An Era · 1945–1980
Mid-Century & Abstraction
Pure form, pure feeling — Raza's Bindu, Gaitonde's silences and the global turn toward abstraction.
The Deep Dive
Mid-Century & Abstraction spans roughly 1945 to 1970, the period in which the center of the Western art world shifted decisively from Paris to New York. Abstract Expressionism emerged first, as artists including Jackson Pollock, Willem de Kooning, Mark Rothko, and Franz Kline — many former WPA muralists influenced by Surrealist automatism — developed large-scale, gesturally or chromatically radical canvases; critic Robert Coates coined the term in 1946, and the 1951 Ninth Street Show announced the movement's arrival to a wider public. Two strands defined it: the frenetic 'action painting' of Pollock's drip technique and de Kooning's slashing brushwork, and the meditative Color Field painting of Rothko, Barnett Newman, and Clyfford Still. By the early 1960s a reaction set in: Pop Art, led by Andy Warhol, Roy Lichtenstein, and Claes Oldenburg, appropriated advertising, comic strips, and mass-produced consumer imagery, while Minimalists such as Donald Judd, Sol LeWitt, and Agnes Martin stripped art down to industrial materials and serial geometric form. The Cold War context shaped the period profoundly; Abstract Expressionism's individualism and abstraction were promoted internationally, at times with covert backing, as evidence of American cultural freedom set against Soviet Socialist Realism. By 1970, this cluster of movements had cemented New York, rather than Paris, as the art world's capital and established the postwar market infrastructure — blue-chip galleries, museum retrospectives, and escalating auction prices — that underpins the contemporary art trade today.
Defining characteristics
Timeline
Key artists
Notable works
- Autumn Rhythm (Number 30), Jackson Pollock (1950) — Metropolitan Museum of Art, New York
- No. 6 (Violet, Green and Red), Mark Rothko (1951) — Private collection
- Campbell's Soup Cans, Andy Warhol (1962) — Museum of Modern Art, New York
- Marilyn Diptych, Andy Warhol (1962) — Tate, London
- Whaam!, Roy Lichtenstein (1963) — Tate, London
- Spiral Jetty, Robert Smithson (1970) — Great Salt Lake, Utah (Dia Art Foundation)
The market
Abstract Expressionist and Pop works from this era regularly rank among the most expensive artworks ever sold, trading through both public auction and high-value private sales among major collectors.
The masterworks
Enter the gallery.
More eras
Every masterwork of the Mid-Century & Abstraction on ArtzFolio ∞ Infinity is recreated on archival, hand-finished canvas, numbered as a strictly limited Heirloom edition and built to be inherited — from ₹50,000, delivered across India with white-glove care.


* _WHAT THE TASK REQUIRES_
I need an exact copy of the lines from the one containing "Given this w=1024, h=768" through the end of the records, without any pictures.

* _SUPPLIED MATERIAL_
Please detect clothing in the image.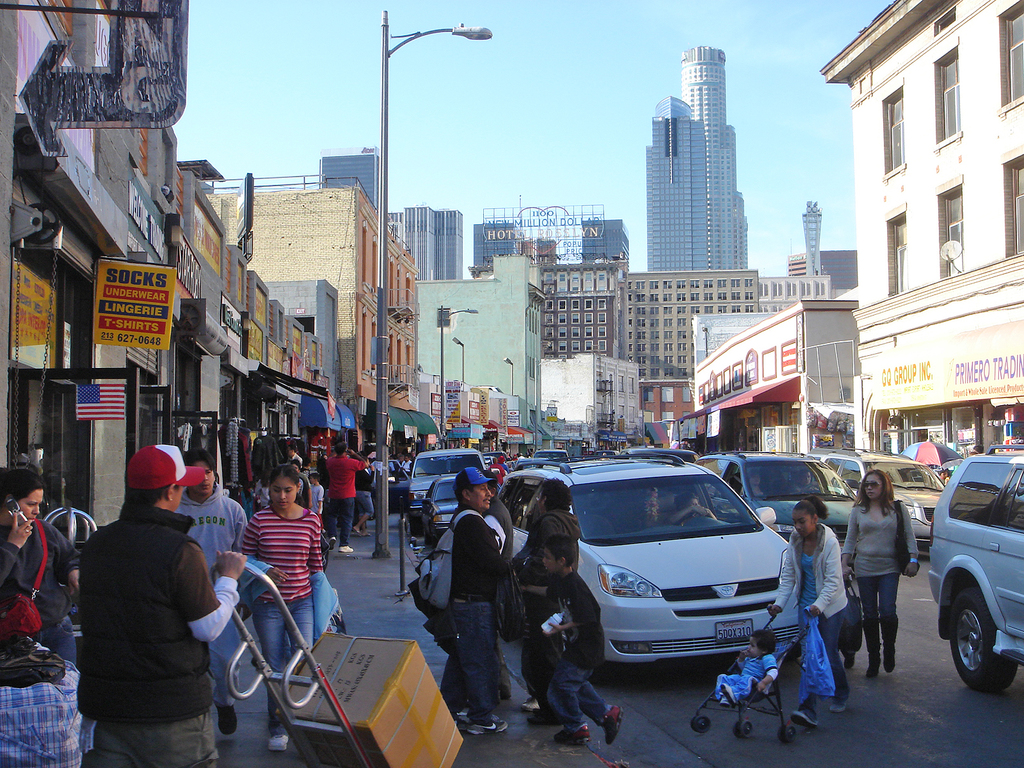
(775, 525, 851, 703).
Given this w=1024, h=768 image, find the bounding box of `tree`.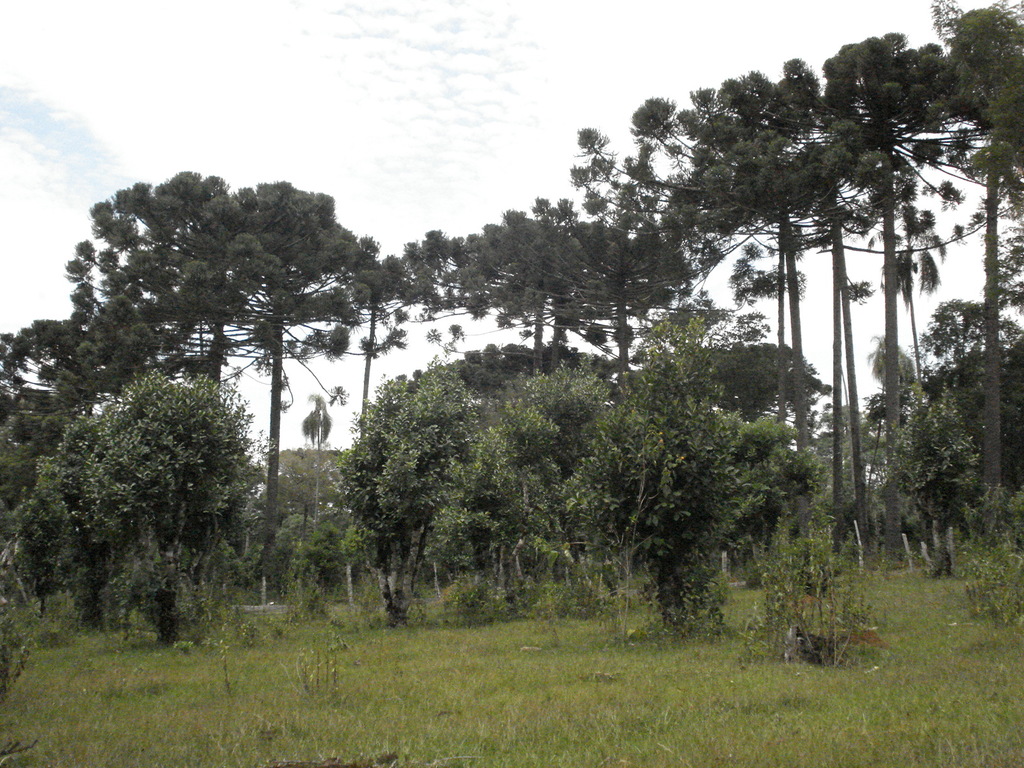
0, 0, 1023, 641.
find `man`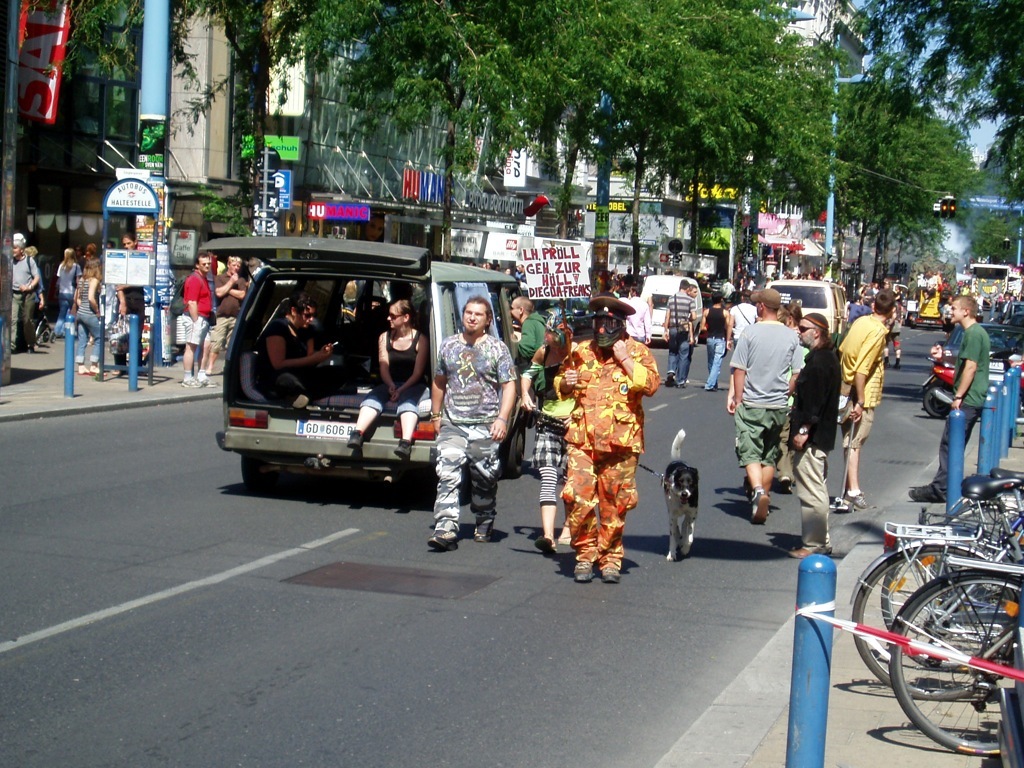
bbox=(433, 298, 519, 559)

* _EXERCISE OUTPUT_
Given this w=1024, h=768 image, find the bounding box of `tree`.
0, 0, 1023, 641.
find `man`
bbox=(433, 298, 519, 559)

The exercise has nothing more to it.